Doctor. "Well, Mr. McPhearson, I'm glad to see you out again. You've had a long illness."

McPhearson. "Ay, Doctor, and varra expensive. I was wunnerin' if it was worth while at ma time o' life."


OUR BOOKING-OFFICE.

(By Mr. Punch's Staff of Learned Clerks.)

I have reason to believe that Scotland Yard has on occasion displayed considerable intelligence, and I regret that novelists will never allow it to be as cunning even as myself in guessing the identity of the villains of their criminal plots. Mrs. Charles Bryce, for instance, might, without unduly taxing the imagination, have credited the Force with the coup of bringing to justice the murderer of Mrs. Vanderstein, but she went out of her way to employ that marvellous amateur, Mr. Gimblet, for the purpose. I must believe that he was marvellous, because she says so; but in this case he did nothing and had little opportunity of justifying his references. He merely believed what he had the luck to be told and caused the miscreant to be arrested when of his own motion he practically offered himself for arrest. There are, after all, two phases of crime—the first, its commission, and the second, its detection. Mrs. Bryce would have done better to confine herself to the former, since she has an exciting tale to tell of Mrs. Vanderstein's Jewels (Lane) and shows herself well able to curdle the blood in the telling of it. But, lacking that gift of logic which is essential to the stating and the solving of detective problems, she endeavours to achieve her ends by keeping back what are admitted, and not discovered, facts. She is reduced to telling the same story twice, and I cannot say that I was nearly as excited the second time as I was the first.


Once upon a time King James, being annoyed with the City because it wouldn't lend him money, summoned the Lord Mayor and Aldermen to his presence and, "being somewhat transported," threatened to remove his Court to some other place. To this the Lord Mayor very politely but readily retorted, "Your Majesty hath power to do what you please and your City of London will obey accordingly: but she humbly desires that when your Majesty shall remove your Court you would please to leave the Thames behind you." I think this single instance from the history of the City goes far to explain that peculiar pride in it which the Londoner instinctively feels without exactly knowing why. I have not space to argue with Sir Laurence Gomme upon his main point, its continuity of policy and purpose from the Roman Empire till to-day, shown by the records of London's past. I leave it to the scholar and antiquary. It is my purpose to persuade the man in the street, to whom the names of Palgrave, Freeman and Stubbs are not household words, to buy a copy of London (Williams and Norgate) for inclusion in his permanent library. If I should insist upon his reading it then and there he would reply, as one ignorant fellow to another, that he had not the necessary understanding of the remote past and was too preoccupied with the affairs of the present. Be it so, but none the less let him buy it and at any rate glance at its many curious and admirable illustrations. Later he will dip into it in search of further episodes after the manner of that I quote, and lastly he will do the thing thoroughly, to find that he is much more concerned with the past than ever he supposed; that now he understands that "greatness which is London," and that he is infinitely obliged for the recommendation of a not-too-learned clerk who shared his own diffidence, even reluctance, in approaching so learned and weighty a treatise.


Each line of the data below that holds the word "normal" is to be reported in full.

####################

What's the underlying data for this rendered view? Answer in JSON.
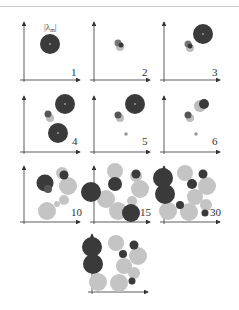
{
  "figure": {
    "lambda_label": "|λ_m|",
    "lambda_main": "λ",
    "lambda_sub": "m",
    "colors": {
      "dark": "#3a3a3a",
      "light": "#bdbdbd",
      "axis": "#333333",
      "topline": "#c8c8c8"
    },
    "panels": [
      {
        "label": "1"
      },
      {
        "label": "2"
      },
      {
        "label": "3"
      },
      {
        "label": "4"
      },
      {
        "label": "5"
      },
      {
        "label": "6"
      },
      {
        "label": "10"
      },
      {
        "label": "15"
      },
      {
        "label": "30"
      },
      {
        "label": ""
      }
    ]
  }
}
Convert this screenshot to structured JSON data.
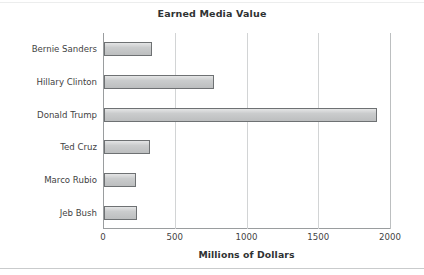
{
  "chart_data": {
    "type": "bar",
    "orientation": "horizontal",
    "title": "Earned Media Value",
    "xlabel": "Millions of Dollars",
    "ylabel": "",
    "categories": [
      "Bernie Sanders",
      "Hillary Clinton",
      "Donald Trump",
      "Ted Cruz",
      "Marco Rubio",
      "Jeb Bush"
    ],
    "values": [
      335,
      770,
      1900,
      320,
      225,
      230
    ],
    "xlim": [
      0,
      2000
    ],
    "xticks": [
      0,
      500,
      1000,
      1500,
      2000
    ],
    "xtick_labels": [
      "0",
      "500",
      "1000",
      "1500",
      "2000"
    ],
    "grid": "vertical",
    "legend": null,
    "bar_fill_color": "#c4c6c7",
    "bar_edge_color": "#6e7173",
    "axis_color": "#9a9d9f",
    "grid_color": "#d2d4d5",
    "text_color": "#3f4243"
  }
}
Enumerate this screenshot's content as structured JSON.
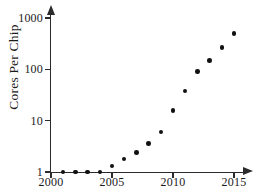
{
  "chart_data": {
    "type": "scatter",
    "title": "",
    "xlabel": "",
    "ylabel": "Cores Per Chip",
    "xlim": [
      2000,
      2015.8
    ],
    "ylim": [
      0.8,
      2000
    ],
    "yscale": "log",
    "xscale": "linear",
    "grid": false,
    "legend": false,
    "x_ticks": [
      "2000",
      "2005",
      "2010",
      "2015"
    ],
    "x_tick_values": [
      2000,
      2005,
      2010,
      2015
    ],
    "y_ticks": [
      "1",
      "10",
      "100",
      "1000"
    ],
    "y_tick_values": [
      1,
      10,
      100,
      1000
    ],
    "x": [
      2001,
      2002,
      2003,
      2004,
      2005,
      2006,
      2007,
      2008,
      2009,
      2010,
      2011,
      2012,
      2013,
      2014,
      2015
    ],
    "values": [
      1,
      1,
      1,
      1,
      1.3,
      1.8,
      2.4,
      3.6,
      6,
      16,
      38,
      90,
      150,
      270,
      500
    ],
    "marker": "circle",
    "marker_color": "#111111",
    "axis_color": "#2b2b2b"
  }
}
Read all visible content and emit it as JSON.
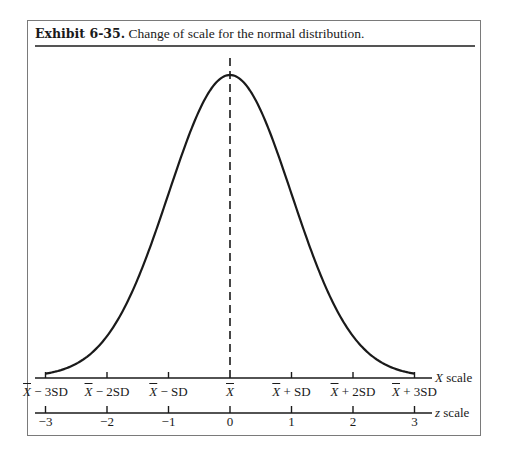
{
  "exhibit": {
    "label": "Exhibit 6-35.",
    "caption": "Change of scale for the normal distribution."
  },
  "chart_data": {
    "type": "line",
    "title": "Exhibit 6-35. Change of scale for the normal distribution.",
    "series": [
      {
        "name": "normal density",
        "x": [
          -3,
          -2.5,
          -2,
          -1.5,
          -1,
          -0.5,
          0,
          0.5,
          1,
          1.5,
          2,
          2.5,
          3
        ],
        "y": [
          0.0044,
          0.0175,
          0.054,
          0.1295,
          0.242,
          0.3521,
          0.3989,
          0.3521,
          0.242,
          0.1295,
          0.054,
          0.0175,
          0.0044
        ]
      }
    ],
    "mean_line": {
      "x": 0,
      "style": "dashed"
    },
    "axes": [
      {
        "name": "X scale",
        "var": "X",
        "tick_labels": [
          "X̄ − 3SD",
          "X̄ − 2SD",
          "X̄ − SD",
          "X̄",
          "X̄ + SD",
          "X̄ + 2SD",
          "X̄ + 3SD"
        ]
      },
      {
        "name": "z scale",
        "var": "z",
        "ticks": [
          -3,
          -2,
          -1,
          0,
          1,
          2,
          3
        ],
        "tick_labels": [
          "−3",
          "−2",
          "−1",
          "0",
          "1",
          "2",
          "3"
        ]
      }
    ],
    "xlim": [
      -3.3,
      3.3
    ],
    "grid": false,
    "legend": "none"
  },
  "xaxis": {
    "name_var": "X",
    "name_suffix": " scale",
    "ticks": [
      {
        "base": "X",
        "suffix": " − 3SD"
      },
      {
        "base": "X",
        "suffix": " − 2SD"
      },
      {
        "base": "X",
        "suffix": " − SD"
      },
      {
        "base": "X",
        "suffix": ""
      },
      {
        "base": "X",
        "suffix": " + SD"
      },
      {
        "base": "X",
        "suffix": " + 2SD"
      },
      {
        "base": "X",
        "suffix": " + 3SD"
      }
    ]
  },
  "zaxis": {
    "name_var": "z",
    "name_suffix": " scale",
    "ticks": [
      "−3",
      "−2",
      "−1",
      "0",
      "1",
      "2",
      "3"
    ]
  }
}
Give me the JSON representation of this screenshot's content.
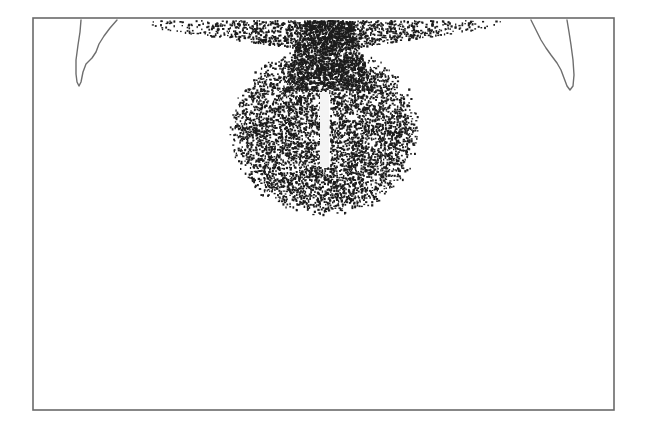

####################

- **OUTPUT FOR THIS EXERCISE**
    "caption": "Change of scale for the normal distribution."
    "title": "Exhibit 6-35. Change of scale for the normal distribution.",
        "name": "normal density",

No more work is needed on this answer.